For over a decade, community clean ups of Illegal dumpsites on the lower Coast’s back roads and trails have been a regular occurrence. Sept. 16 will see the Sunshine Coast Regional District’s (SCRD) 10th Trash Bash, hosted in the Pender Harbour and Egmont areas, with the Pender Harbour Hikers (PHH) coordinating litter collection efforts along maintained roadways as well as addressing backcountry dumpsites.
Volunteers can sign up online or on event day at Lions Park in advance of the 10 a.m. campaign start time. PHH spokesperson Randy Picketts told Coast Reporter that those who report with off-road capable vehicles will be assigned dumpsites that have been identified for cleanup. The SCRD has stated that those ready for a less adventurous outing will be directed in roadside and ditch litter collection efforts in the area of Pender Harbour Secondary School and on sides of the highway adjacent to the park. The event is to wind up with a complementary lunch and prize draws at the park for those who have taken part.
Picketts credited the Pender Harbour and Area Residents Association, the area’s Rotary and Lions Clubs, as well as multiple local businesses with providing support to make the group’s community clean up events and other efforts possible.
Fun hikes that serve a purpose
PHH conducts frequent hikes in the area, which are free to participate in throughout the year. This month, outings are planned for Mondays and Wednesdays. Regular visitors to backcountry areas, PHH's members maintain the trails used during many of their outings and also watch for and report illegal dumpsites to the SCRD.
The hiker’s group, which formed in 2011, has been officially taking on cleanup activities since 2014. Picketts said the group’s first organized collection outing attracted about 50 individuals and sent just over five tonnes of waste and recyclables to SCRD solid waste sites. Subsequent events hosted have seen volunteers number between 20 and 30 and volumes collected in the two-to three-tonne range.
“We have noticed a decline in appliances due to the SCRD accepting them at no charge at the transfer station. Since our yearly event has taken place we are happy to realize a decline in all garbage,” Picketts wrote in a Sept. 7 email. In November 2022, through a partnership with the provincial Major Appliance Recycling Roundtable, the SCRD stopped charging fees for the redirection of residential appliances including stoves, washing machines and fridges with Freon at its Pender Harbour waste transfer station and Sechelt landfill.
But the hikers are still finding abandoned vehicles, tires, propane tanks and gyproc dumped in trail areas. Speaking with Coast Reporter on Sept. 11 Picketts commented that "unless you make disposal of everything at the landfill free, you are still going to get some people dumping illegally. I don’t understand the logic, given the time and wear and tear on a vehicle to take it up into the forest rather than to the landfill."
In his view, the lack of affordable housing on the Coast is compounding problems with back road trash. In 2020, the group removed an abandoned fifth wheel trailer from an area near BC Hydro's Malaspina substation. In addition to make-shift living units, Picketts said encampments often leave behind other refuse, noting that “If the homeless can’t afford a house, they can't afford to take anything to the landfill."
The regional program’s history
The SCRD reported that its Trash Bash events have happened each year since 2012, except for 2020 and 2021 due to COVID restrictions. The locations targeted are rotated throughout different electoral jurisdictions, with the two most recent events focused on areas from Halfmoon Bay to Roberts Creek, and Elphinstone to West Howe Sound. The last time one was hosted in Area A was in 2018.
According to its communications department, since 2015 the SCRD’s program has retrieved more than 30 tonnes of discarded material. The local government budgeted about $8,000 to cover program costs in 2023.
In addition, the regional district operates a Good Samaritan program that offsets its landfill processing fees for materials collected by volunteers from local illegal dumpsites.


*WHAT THE TASK REQUIRES*
For the entries below, the result should be an exact transcription of the lines from the one with "Task: Click on the span: 1564" up to and including the one with "The width and", and only those.

*THE INPUT*
+ + + + + + +

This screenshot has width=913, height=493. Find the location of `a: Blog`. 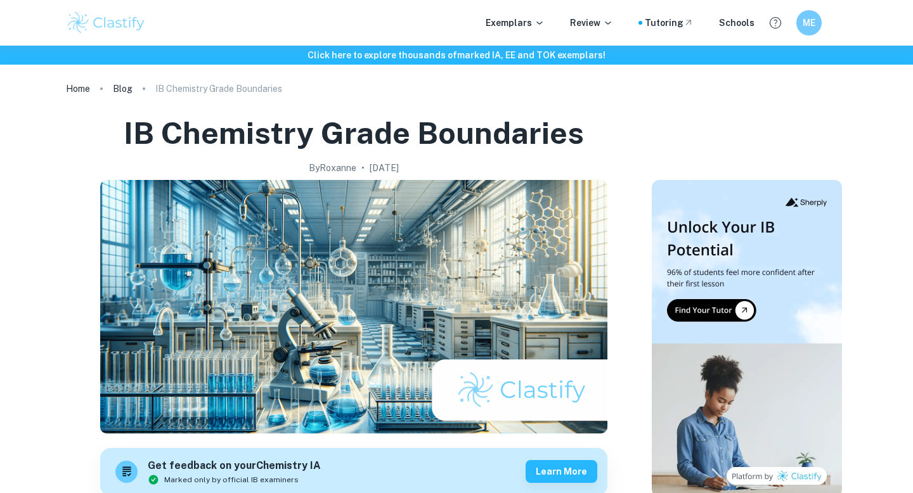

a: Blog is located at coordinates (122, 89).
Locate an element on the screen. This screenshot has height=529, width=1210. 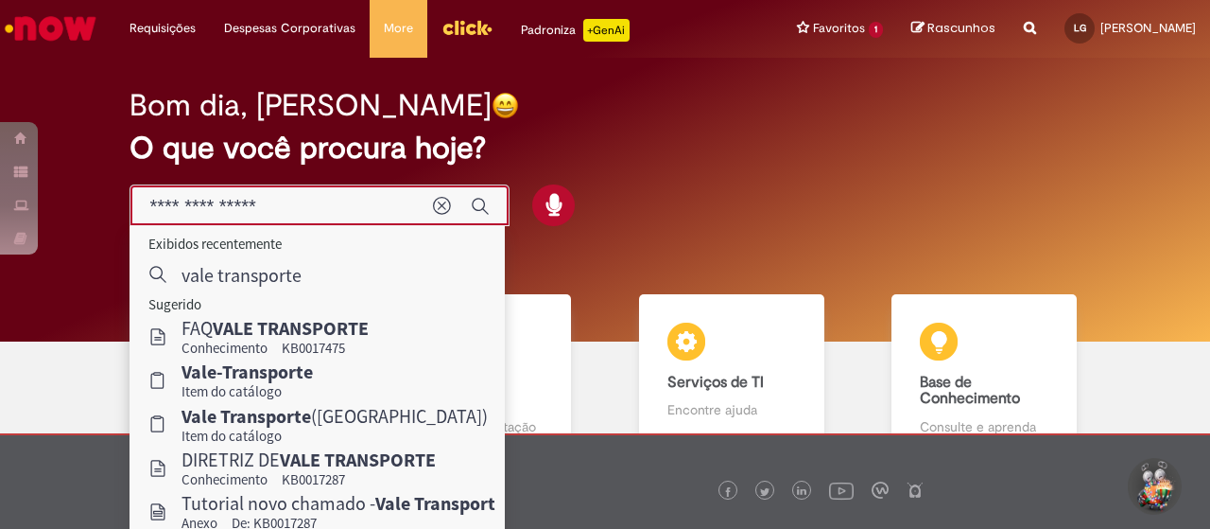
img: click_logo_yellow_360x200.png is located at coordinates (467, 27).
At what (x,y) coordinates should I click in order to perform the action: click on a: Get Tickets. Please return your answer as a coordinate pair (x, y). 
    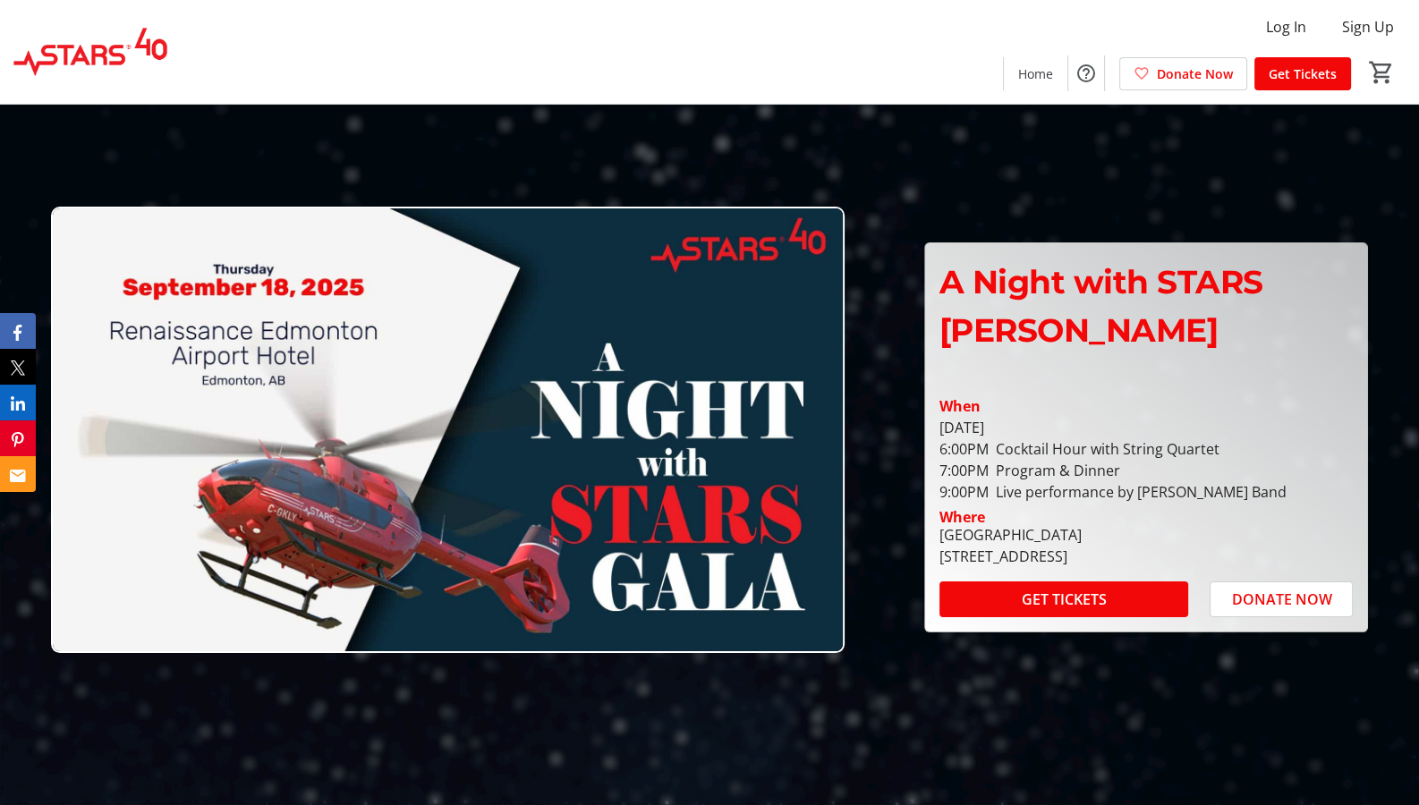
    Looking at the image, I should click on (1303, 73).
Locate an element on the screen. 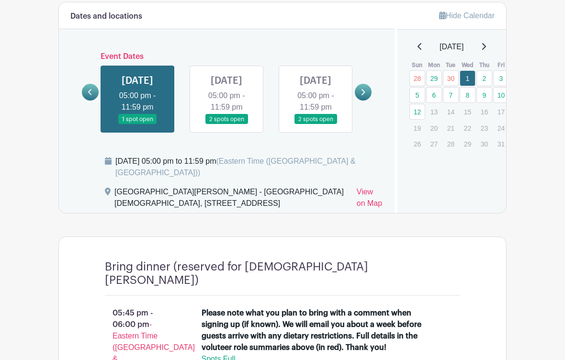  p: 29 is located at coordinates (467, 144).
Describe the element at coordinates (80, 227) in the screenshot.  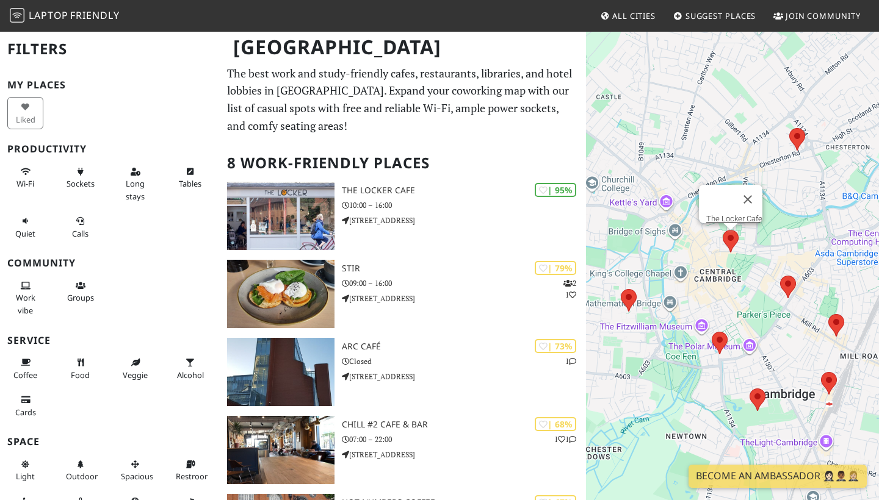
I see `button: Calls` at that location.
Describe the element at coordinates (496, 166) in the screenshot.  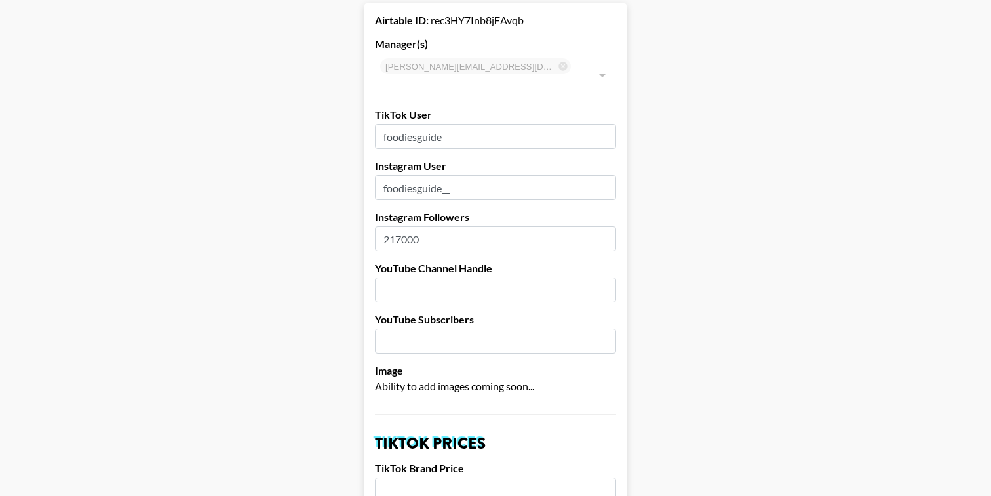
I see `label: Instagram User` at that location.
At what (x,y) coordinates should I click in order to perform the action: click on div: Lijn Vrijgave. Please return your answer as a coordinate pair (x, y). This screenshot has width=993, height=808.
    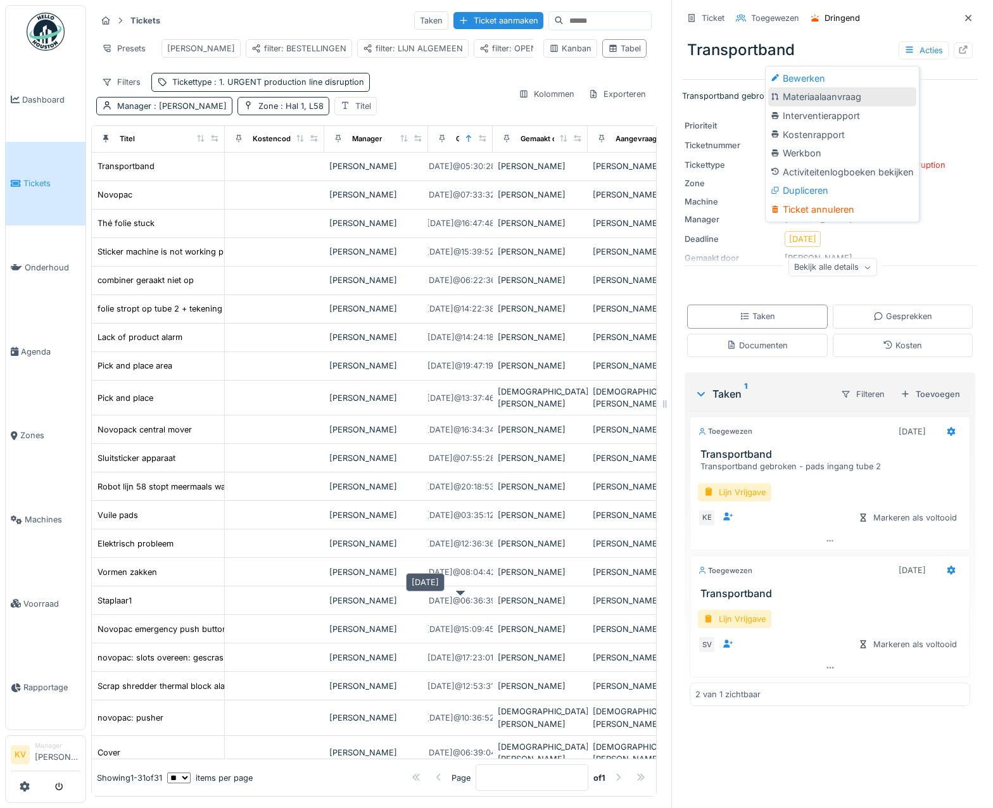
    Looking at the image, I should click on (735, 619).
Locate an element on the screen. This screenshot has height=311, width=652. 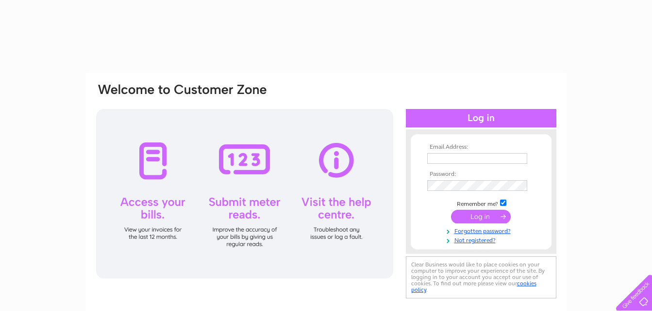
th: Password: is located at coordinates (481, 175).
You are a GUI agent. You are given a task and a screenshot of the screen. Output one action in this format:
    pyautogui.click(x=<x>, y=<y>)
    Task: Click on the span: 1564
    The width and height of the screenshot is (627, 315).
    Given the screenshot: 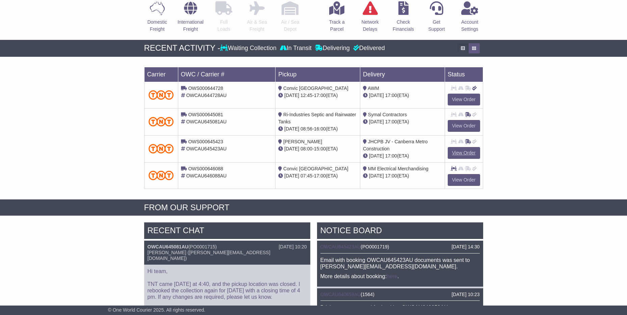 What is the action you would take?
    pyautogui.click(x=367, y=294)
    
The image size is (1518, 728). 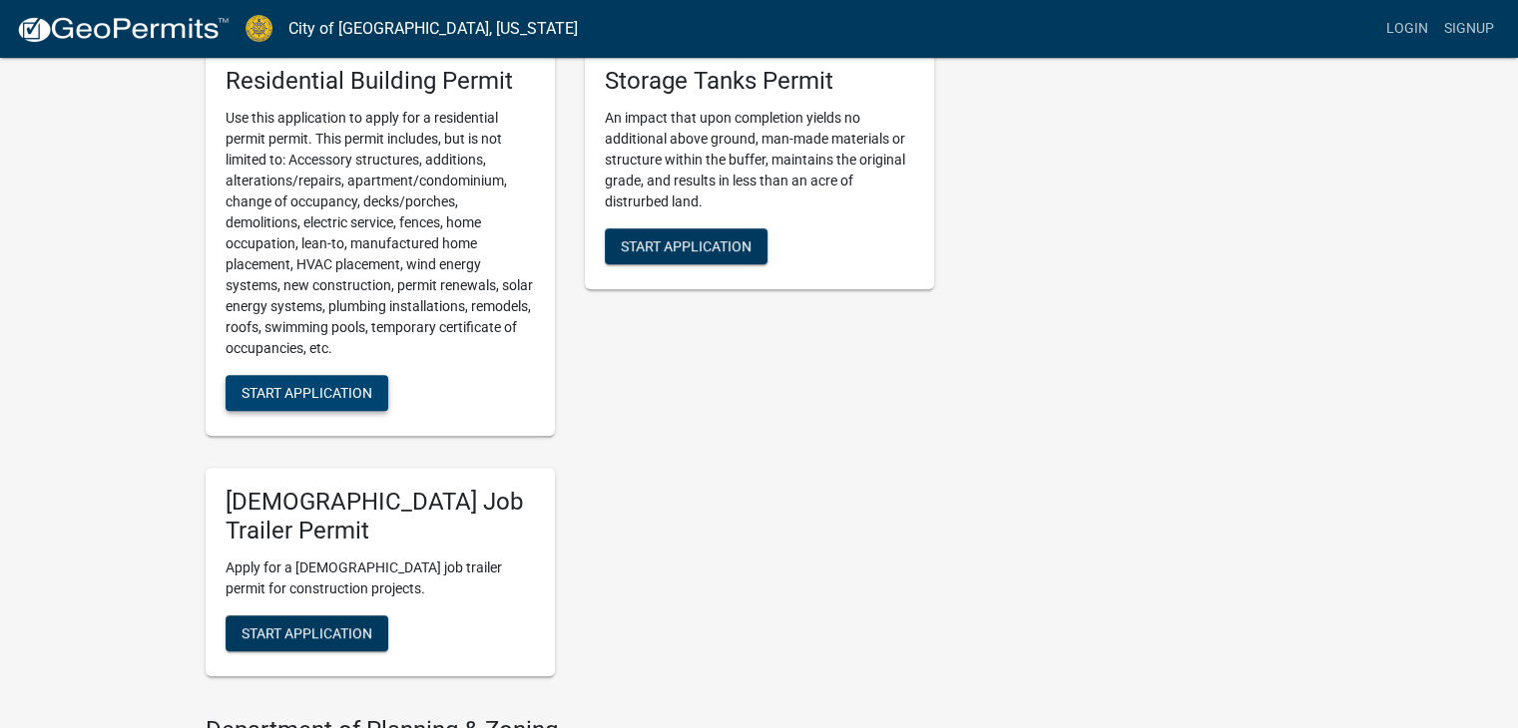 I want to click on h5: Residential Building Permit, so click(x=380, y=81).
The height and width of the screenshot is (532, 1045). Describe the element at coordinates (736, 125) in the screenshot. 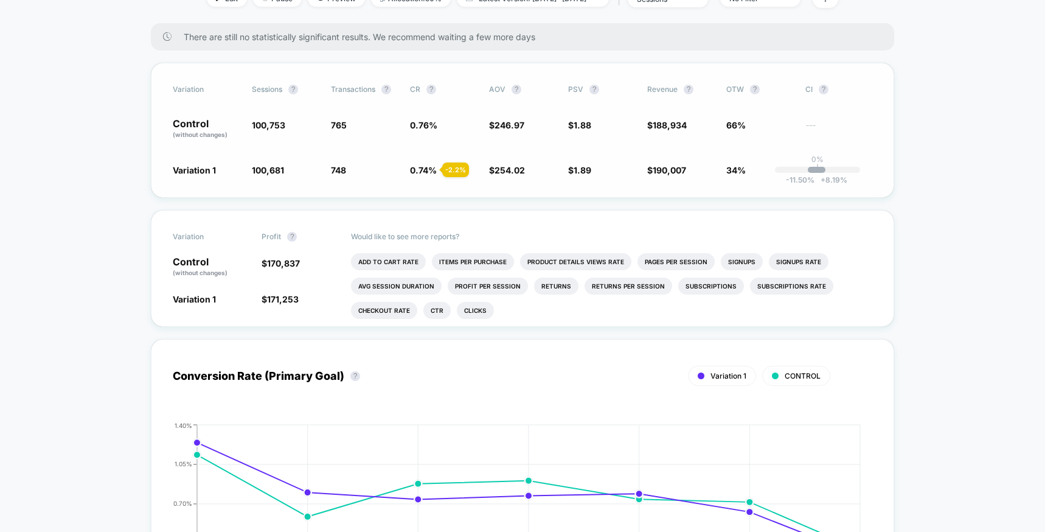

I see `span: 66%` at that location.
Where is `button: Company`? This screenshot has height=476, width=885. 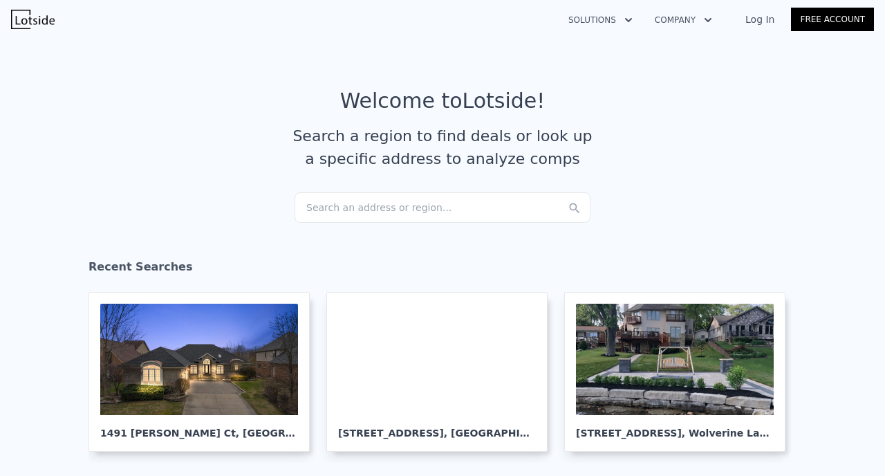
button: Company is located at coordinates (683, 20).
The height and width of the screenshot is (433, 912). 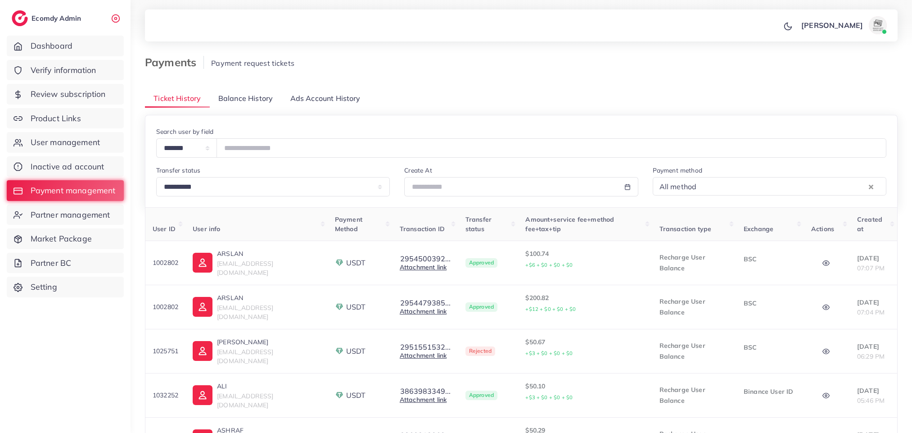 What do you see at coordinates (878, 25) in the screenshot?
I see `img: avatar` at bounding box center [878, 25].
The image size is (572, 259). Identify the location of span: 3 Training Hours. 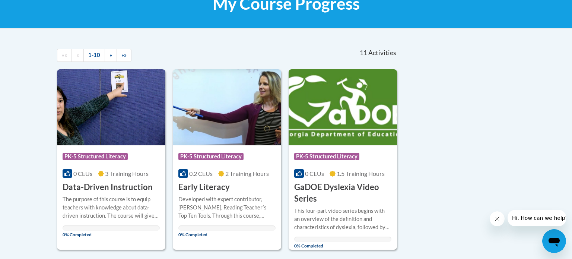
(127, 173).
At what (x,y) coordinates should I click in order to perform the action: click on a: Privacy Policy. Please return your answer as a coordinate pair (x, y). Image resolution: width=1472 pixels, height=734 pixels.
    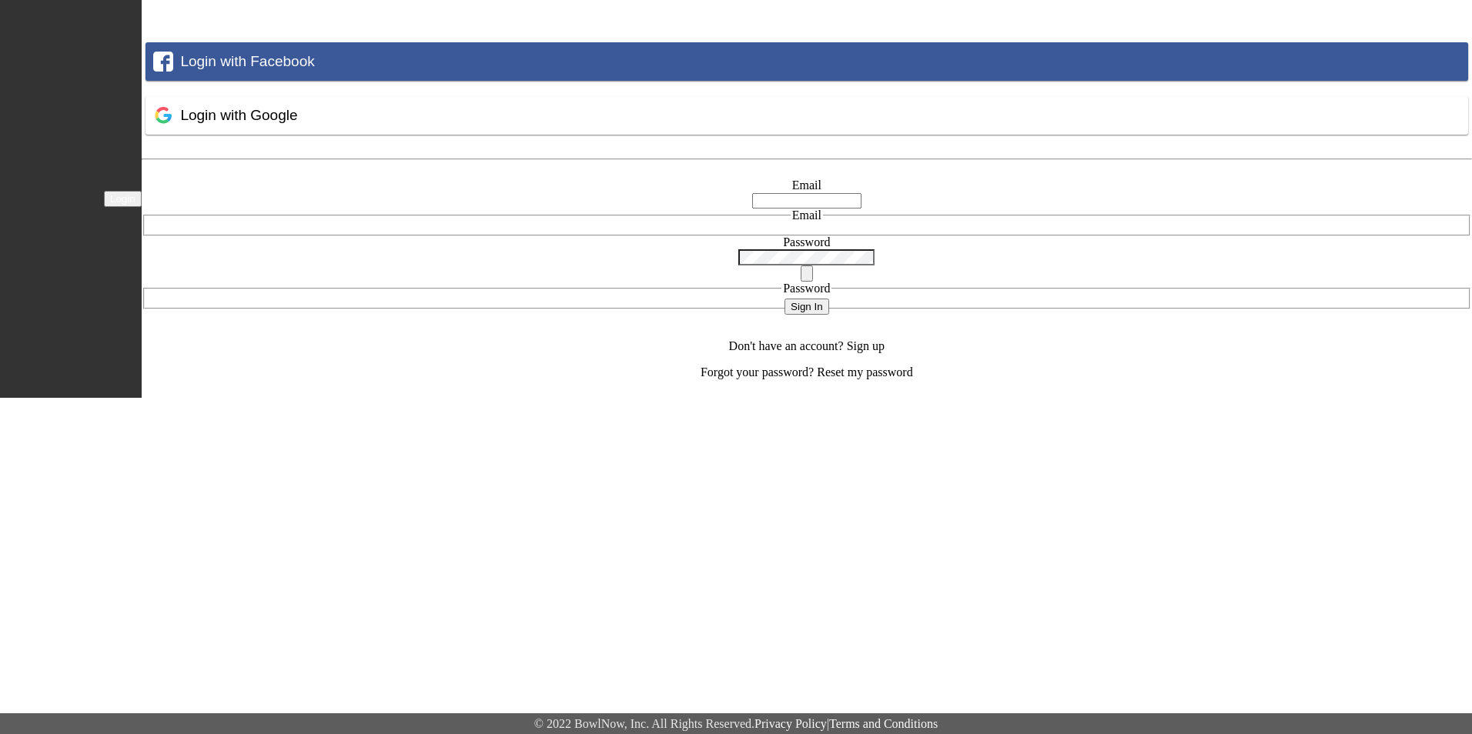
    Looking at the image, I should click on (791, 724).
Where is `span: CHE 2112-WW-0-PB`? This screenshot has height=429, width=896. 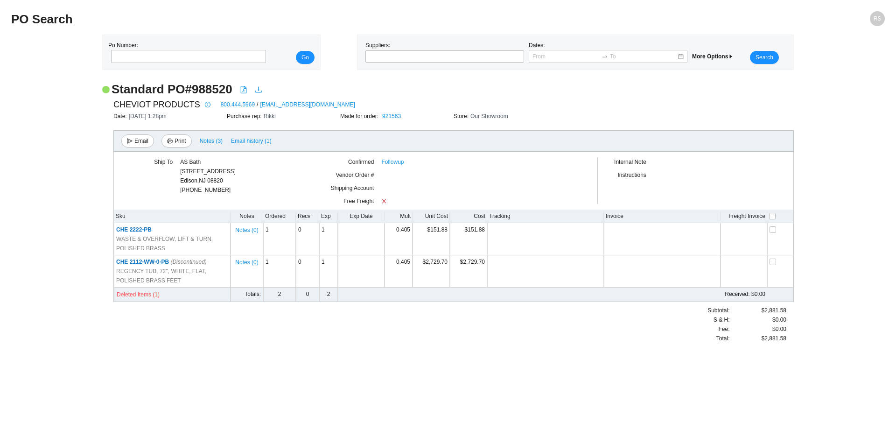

+ + + + + + +

*EXERCISE RESPONSE*
    Task: Click on the span: 1564
    The width and height of the screenshot is (627, 315).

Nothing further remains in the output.